Credit: Melissa Ruggieri
Credit: Melissa Ruggieri
BY MELISSA RUGGIERI
In case you haven’t figured it out, it’s Taylor Swift’s world and we just live in it.
As it should be, considering the power that Swift holds in pop music right now.
She’s two Florida dates away from wrapping the North American leg of her worldwide “1989” tour (then it’s off to Asia and Australia to cap the year) so it was expected that her sold-out-for-months Georgia Dome concert Saturday night would roll smoothly.
Credit: Melissa Ruggieri
Credit: Melissa Ruggieri
It did, with the requisite stadium-show accouterments – the trap doors, the layers of dry ice, the lasers, the rotating, rising catwalk – prompting wide-eyed gapes from the large segment of very young fans in the crowd of 56,000.
It’s impressive enough that Swift has turned herself into a multi-demographic artist, one who can relate to fellow twentysomethings, pique the musical interest of tweens and make her two-hour spectacle hardly something to endure for middle-aged chaperones.
More importantly, not since Madonna in her ‘80s-stadium-heyday has any solo female artist commanded such massive crowds completely on her own.
Yes, Swift employed a five-piece band and trio of backup singers for the musical muscle. But unlike the other acts who breathe rarified stadium air – One Direction, The Rolling Stones, U2, Bon Jovi – Swift doesn't have the luxury of bandmates to share the workload. It's also different for the handful of country boys – Kenny Chesney, Luke Bryan – who have earned stadium status. Swift's crowd requires a glitzy production; they're not going to be content to swill beers and raise their boots in the air.
So from the moment the 25-year-old wunderkind strutted down the catwalk for the glossy opening stutter of “Welcome to New York” to her final directive to “Shake it Off,” Swift was primed to engage.
Her runway walk, all coltish legs and perfectly timed sly smiles beamed on four giant video screens, suggested confidence, not arrogance, as Swift rode the synth-tastic wave of “New Romantics” and unfurled “Blank Space” (truly one of the best pop songs of the decade) with a winking ferocity.
A beat-perfect dance troupe accompanied Swift – not a dancer, as she’d openly tell you, but a graceful mover nonetheless – on several songs and helped fill the space around her on a gritty rock version of “I Knew You Were Trouble,” then pranced with lighted umbrellas during the melodic rush of “How You Get the Girl,” one of many gems on the “1989” album.
Credit: Melissa Ruggieri
Credit: Melissa Ruggieri
Swift’s left thumb, injured with a kitchen knife last week, was still bundled in gauze (and inked with her favorite number, 13), but it didn’t prevent her from strapping on an acoustic guitar for the throwback diary entry “Fifteen” – on which her voice soared – or from playing keyboards as the hydraulic catwalk spun her around the Dome floor during a pop remix of “Love Story,” another vestige of her country days.
Midway through the concert, Swift shared the Tao of Taylor and addressed her young fans with an important message: Don’t listen to the haters on the Internet.
The pep talk was used as the preface to “Clean,” the closing track on “1989” written with British folk-electronica artist Imogen Heap, but it signified something far greater – Swift’s admirable relationship with her fans.
She’s no diva, and she understands that since her core followers spend their lives online, they expect her to live in their all-share world, too – which she does to great extent.
Credit: Melissa Ruggieri
Credit: Melissa Ruggieri
When Swift says things such as, “We’ve played Atlanta six times. We keep coming back to see you because you make us feel like your home is our home for the night…you have endless options for what you could be doing on a Saturday night and you decided, you’re gonna hang out with me,” it sounds more authentic than typical “insert city name here” stage patter.
Not that Swift isn’t above gimmicks to keep her trending.
A key part of her tour has been (or, at a certain point, became) the special guests who have joined her onstage. Everyone from Ellen DeGeneres to Joan Baez to Mick Jagger has participated with T-Swizzle for a surprise appearance, so it was a bit, well, underwhelming when Swift announced with great fanfare that Atlanta's visitor was Tove Lo ( who just played Music Midtown last month).
The Swedish singer bopped out for a perfectly pleasant duet on her hit “Talking Body,” which ended with the pair sharing a #squad hug. But far more interesting was Swift’s hair-thrashing, black-jumpsuit-wearing version of “Bad Blood” and her rock star moment – alone on the catwalk, framed in red lighting with an electric guitar – that ushered in a Def Leppard-ized version of “We Are Never Ever Getting Back Together.”
Credit: Melissa Ruggieri
Credit: Melissa Ruggieri
Swift indicated in a recent interview that she plans to dodge the spotlight for a bit after this tour. She knows that "1989" is a creative peak, and while it's surely not the last we'll hear from her, the album and this accompanying live presentation will be etched as a benchmark moment in her young career.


## Work instructions
Take each line of the records below that contains the string "title" and copy it.

(Extracts from a graphics dataset)
==================================================

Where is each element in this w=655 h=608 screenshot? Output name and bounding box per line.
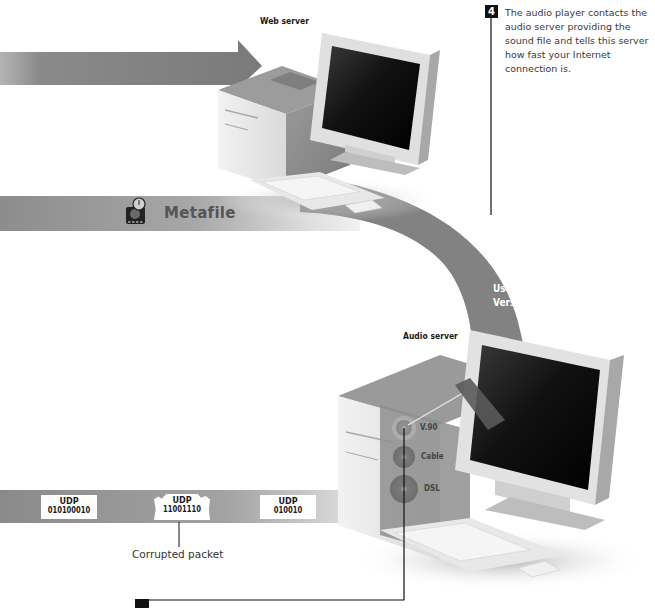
step5-box <box>135 599 149 608</box>
udp-packet-title: UDP <box>264 495 312 506</box>
diagram-scene <box>0 0 655 608</box>
web-server-label: Web server <box>260 16 309 26</box>
corrupted-packet-caption: Corrupted packet <box>132 548 223 560</box>
audio-server-label: Audio server <box>403 331 458 341</box>
udp-packet-bits: 11001110 <box>158 505 206 515</box>
connection-label-v90: V.90 <box>420 422 437 432</box>
udp-packet: UDP 010010 <box>260 495 316 519</box>
connection-label-dsl: DSL <box>424 483 440 493</box>
incoming-arrow <box>0 40 262 88</box>
udp-packet: UDP 010100010 <box>41 495 97 519</box>
udp-packet-bits: 010100010 <box>45 506 93 516</box>
step4-badge: 4 <box>485 5 498 18</box>
curved-arrow-label-line1: Use V.90 <box>493 282 537 296</box>
metafile-label: Metafile <box>164 204 236 222</box>
connection-label-cable: Cable <box>421 451 444 461</box>
udp-packet-bits: 010010 <box>264 506 312 516</box>
metafile-icon <box>125 197 147 227</box>
udp-packet-title: UDP <box>158 494 206 505</box>
audio-server-computer <box>338 330 650 590</box>
step4-description: The audio player contacts the audio serv… <box>505 6 655 76</box>
udp-packet-title: UDP <box>45 495 93 506</box>
curved-arrow-label-line2: Version <box>493 296 531 310</box>
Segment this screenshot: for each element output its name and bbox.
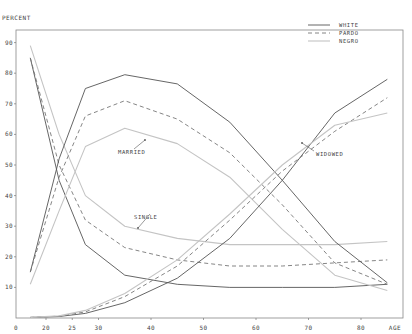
line-single-negro [30,46,387,245]
x-tick-label: 0 [14,324,18,331]
line-single-pardo [30,58,387,266]
data-lines [30,46,387,318]
y-tick-label: 10 [5,283,13,290]
annotation-married: MARRIED [118,149,145,155]
line-widowed-white [30,79,387,317]
x-tick-label: 25 [68,324,76,331]
y-tick-label: 90 [5,39,13,46]
chart: PERCENT102030405060708090 02025304050607… [0,0,412,334]
x-axis: 02025304050607080AGE [14,318,401,331]
annotation-widowed: WIDOWED [316,151,343,157]
legend: WHITEPARDONEGRO [308,22,359,44]
annotation-arrow-married [134,140,145,149]
y-tick-label: 20 [5,253,13,260]
annotation-arrow-widowed [302,143,314,151]
x-tick-label: 60 [252,324,260,331]
x-tick-label: 50 [199,324,207,331]
x-tick-label: 40 [147,324,155,331]
line-widowed-pardo [30,98,387,318]
legend-label-pardo: PARDO [339,30,359,36]
x-axis-title: AGE [389,324,401,331]
y-tick-label: 50 [5,161,13,168]
y-tick-label: 70 [5,100,13,107]
legend-label-negro: NEGRO [339,38,359,44]
line-widowed-negro [30,113,387,317]
x-tick-label: 70 [304,324,312,331]
annotations: MARRIEDSINGLEWIDOWED [118,139,343,229]
line-married-white [30,75,387,283]
y-axis-title: PERCENT [2,14,31,21]
y-tick-label: 30 [5,222,13,229]
y-tick-label: 40 [5,192,13,199]
arrowhead-icon [137,227,139,229]
x-tick-label: 20 [42,324,50,331]
x-tick-label: 30 [94,324,102,331]
arrowhead-icon [144,139,146,141]
y-tick-label: 80 [5,69,13,76]
legend-label-white: WHITE [339,22,359,28]
y-tick-label: 60 [5,130,13,137]
arrowhead-icon [301,142,303,144]
x-tick-label: 80 [357,324,365,331]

==================================================

## Answer space
udp-packet-title: UDP <box>264 495 312 506</box>
udp-packet-title: UDP <box>158 494 206 505</box>
udp-packet-title: UDP <box>45 495 93 506</box>
x-axis-title: AGE [389,324,401,331]
y-axis-title: PERCENT [2,14,31,21]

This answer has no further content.